Defending the Right to Bodily Integrity: The Reproductive Justice Movement and Force-Feeding at Guantanamo

When a woman is denied a legal abortion, her body is conscripted into the service of the government for the benefit of an embryo or fetus. Law is a use of force. Abortion bans use the coercive power of the state to make a woman do something with her body against her will.

When a woman is denied a legal abortion, her body is conscripted into the service of the government for the benefit of an embryo or fetus. Law is a use of force. Abortion bans use the coercive power of the state to make a woman do something with her body against her will. Unlike a war objector, she cannot choose to go to prison rather than have the government use her body for a cause she has not joined.

Because abortion is legal in the United States, jailing a woman to force her to carry a pregnancy to term for the state is rare and illegal. However, as Lynn Paltrow and Jeanne Flavin have documented, state actors regularly hijack the bodies of pregnant women for government purposes. When a woman is court-ordered to have a cesarean section or arrested for being pregnant and consuming alcohol, the government seizes her and violates her bodily integrity to further the state interest asserted in the fetus.

We see another use of force to violate bodily integrity in service of a government interest in the forced-feeding of detainees at Guantanamo. In our purportedly post-torture Guantanamo, hunger strikers continue to be fed against their will through tubes inserted in their noses and pushed down their throats. Those with the strength to physically resist are restrained in a "feeding chair." I can think of few greater violations of a person's human dignity than being strapped down and forcibly penetrated by government actors, depriving you of your meager means of protest and last shred of physical autonomy.

U.S. courts have recognized the right to make one's own medical decisions and refuse treatment, but as Ann Neumann explains in her important article on force-feeding for Guernica, "There are two places in the U.S. where you can be fed against your will: a Catholic hospital and a prison." Even a Catholic hospital, however, cannot override the will of a patient whose wishes are proven in court. Only in the cases of the most marginalized--convicted prisoners, pregnant women of color, Muslim detainees--is violating the bodily integrity of a competent person permitted.

No right is absolute, and sometimes civil confinement or forced treatment is justified to protect individuals who are a danger to themselves or not competent to make their own decisions. But that is not what is happening to the hunger strikers in Guantanamo. The more than 100 hunger strikers, more than half Guantanamo's detainees, have not all lost the capability to make decisions. They have made a dangerous but rational decision to engage in the only form of resistance available to them. The government cannot credibly argue they are being force-fed for their own benefit. Our government is commandeering the bodies of the dissenting detainees in what can only be an attempt to avoid the further condemnation and liability that will come with more deaths.

U.S. courts have recognized that force-feeding of prisoners implicates the right to privacy, citing Roe v. Wade, but, as is too often the case with the privacy rights of the marginalized, finding government interests outweighed them. Beyond being a privacy violation, it seems to me that being made to perform bodily functions so the government can keep you alive in service of the "war on terror" without having to address your demands is, like being forced to carry a pregnancy to term by the state, involuntary servitude prohibited by the 13th Amendment.

Not that our government has been eager to recognize such people have Constitutional rights. The first Guantanamo detainees were 300 Haitian refugees denied entrance to the United States because some of them were HIV-positive. The first Bush administration and then the Clinton administration argued the detainees did not enjoy any of the protections of the U.S. Constitution. Judge Sterling Johnson, Jr. of the Eastern District of New York did not agree. Nor does the Supreme Court. But rather than being treated as bearers of rights, even innocent detainees cleared for release have had their bodies violated and turned into instruments of the government.

The situation at Guantanamo is horrifying and demoralizing. It's a betrayal by a Democratic president who promised to end this, but won't do what is within his power. We have to fight the urge to look away.

Hunger strikes are a tool of the most powerless and voiceless. They are the last hope for some small bit of leverage that public awareness of one's pain and desperation can provide. Reproductive justice advocates in particular, given our commitment to recognizing and dismantling systems of oppression that deny individuals self-determination and bodily integrity, must demand an end to force-feeding and the closure of the camp with the full force of the movement.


- EXERCISE INSTRUCTIONS:
The data below should be retyped exactly, with the pictures left out.

- GIVEN RECORDS:
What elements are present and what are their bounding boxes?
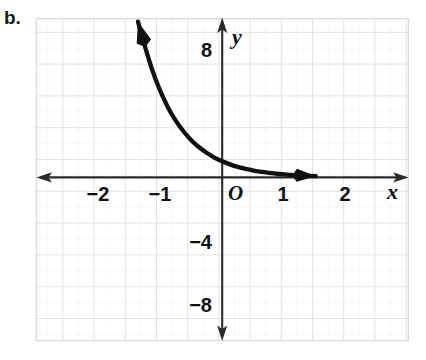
x-tick-label-1: 1	[277, 183, 288, 205]
x-tick-label-2: 2	[339, 183, 350, 205]
y-tick-label-neg8: −8	[189, 294, 212, 316]
y-tick-label-neg4: −4	[189, 231, 213, 253]
part-label: b.	[4, 8, 21, 27]
x-tick-label-neg1: −1	[149, 183, 172, 205]
y-tick-label-8: 8	[201, 39, 212, 61]
coordinate-plane: y x O −2 −1 1 2 8 −4 −8	[0, 0, 426, 360]
x-tick-label-neg2: −2	[87, 183, 110, 205]
origin-label: O	[228, 181, 243, 205]
x-axis-label: x	[386, 179, 398, 204]
graph-figure: b.	[0, 0, 426, 360]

- WRITTEN RESPONSE:
What elements are present and what are their bounding boxes?
x-tick-label-1: 1	[277, 183, 288, 205]
x-tick-label-2: 2	[339, 183, 350, 205]
y-tick-label-neg8: −8	[189, 294, 212, 316]
y-tick-label-neg4: −4	[189, 231, 213, 253]
part-label: b.	[4, 8, 21, 27]
x-tick-label-neg1: −1	[149, 183, 172, 205]
y-tick-label-8: 8	[201, 39, 212, 61]
coordinate-plane: y x O −2 −1 1 2 8 −4 −8	[0, 0, 426, 360]
x-tick-label-neg2: −2	[87, 183, 110, 205]
origin-label: O	[228, 181, 243, 205]
x-axis-label: x	[386, 179, 398, 204]
graph-figure: b.	[0, 0, 426, 360]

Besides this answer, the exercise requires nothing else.